Polio

Polio, or poliomyelitis, is a serious infectious disease caused by a virus that affects the central nervous system. Polio, sometimes called infantile paralysis, primarily affects children. When the virus first takes hold, symptoms begin with body aches and a stiff neck. As the disease progresses, itaffects nerve tissue causing paralysis and the wasting of muscle tissue. Before inoculation was available, polio was a dread disease that killed many, because paralysis of the breathing muscles caused suffocation. Today, due to immunization programs and the World Health Organization's Global Technical Consultative Group on Polio Eradication program, a total of only 4,116 polio cases were reported worldwide in 1997, a decline of 90 percent worldwide since the program began in the late 1980s. With the disease still widely foundin Bangladesh, India, Nepal, Pakistan, South Asia, the Congo, Nigeria, West and Central Africa, Ethiopia, Somalia, Sudan, and the Horn of Africa, WHO is in the final stage of their push for the total eradication of polio.

There is evidence to suggest that polio was known more than 3,000 years ago in Egypt and continued to paralyze people well into this century. In the earlypart of the twentieth century in America, there were numerous outbreaks of the disease including the 1916 epidemic in which 27,000 people developed polio, almost 7,000 of whom died and many thousands more who were left paralyzed.The only treatment was physical therapy to ease the paralysis.

In 1929 a young man was the first polio patient to be aided by a new kind oftherapy--the Drinker tank respirator, or iron lung, invented by Philip Drinker, a professor at the School of Public Health at Harvard University. Drinkerplaced his patient into an airtight metal box from the neck down. The patient's mouth and nose remained outside the box, which was connected to a pump which reduced air pressure inside the box, imitating the negative change in pressure in the chest cavity that occurs during an inhalation. The decreased airpressure inside the box drew air through the nose and mouth of the patient into the lungs. Use of the iron lung ushered in an era in which many polio patients could be kept alive. Still, there was no cure, and little was known of its causative agent.

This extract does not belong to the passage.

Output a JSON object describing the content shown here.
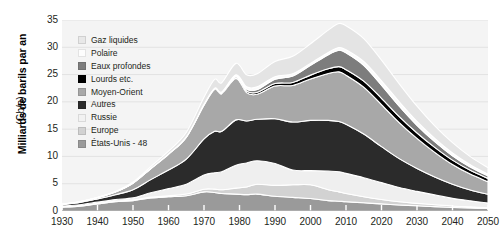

An Austrian-American physician, Karl Landsteiner (who won a 1930 Nobel prizefor discovering human blood groups) was the first to postulate that polio wascaused by a virus. Between 1908 and 1919, while working at the Royal-Imperial Hospital in Vienna, he examined many patients who had died of polio. In experiments, he took spinal cord and brain tissue from a polio victim and injected it into monkeys. The animals developed polio symptoms, and when Landsteiner was unable to detect any bacteria, he believed the cause to be a virus.

After the discovery of the causative virus, the success of eradicating the disease is credited primarily to the work of two men, Jonas Salk and Albert Sabin. Salk began his immunology research in 1938 at New York University and participated in a program to identify the known strains of the polio virus at the University of Pittsburgh. His research was aided by the earlier work of Nobel Prize winners John Enders, Frederick C. Robbins, and Thomas Weller, who had perfected techniques of growing large quantities of polio virus on monkey kidney tissue. Salk grew the viruses and then killed them with formaldehyde. This killed-virus mixture proved to be an effective vaccine which was tested nationally starting in 1954. It is estimated that Salk's vaccine proved 60-90%effective against the disease.

During the time Salk was testing his vaccine, Sabin was developing a live-virus vaccine grown on monkey kidney tissue. In 1959, the Polish-American physician began testing his vaccine on millions of Russians. His vaccine proved more effective than Salk's and had two advantages: the live-virus vaccine conferred longer-lasting immunity, and could also be administered orally. After Great Britain began using the Sabin oral vaccine in 1962, the United States followed suite, and it is still the standard immunization practice today.

Although polio itself is almost conquered, many people who contracted the disease as long ago as thirty years are experiencing what some researchers believe to be "post-polio syndrome," or PPS, which manifests as fatigue, pain, andmuscle weakness. Some investigators have discovered viral fragments in the spinal fluid of PPS patients which closely resemble the poliovirus, indicatingit may persist in the central nervous system in a mutated, nonvirulent, andnonreplicating form, prompting, however, immune system response.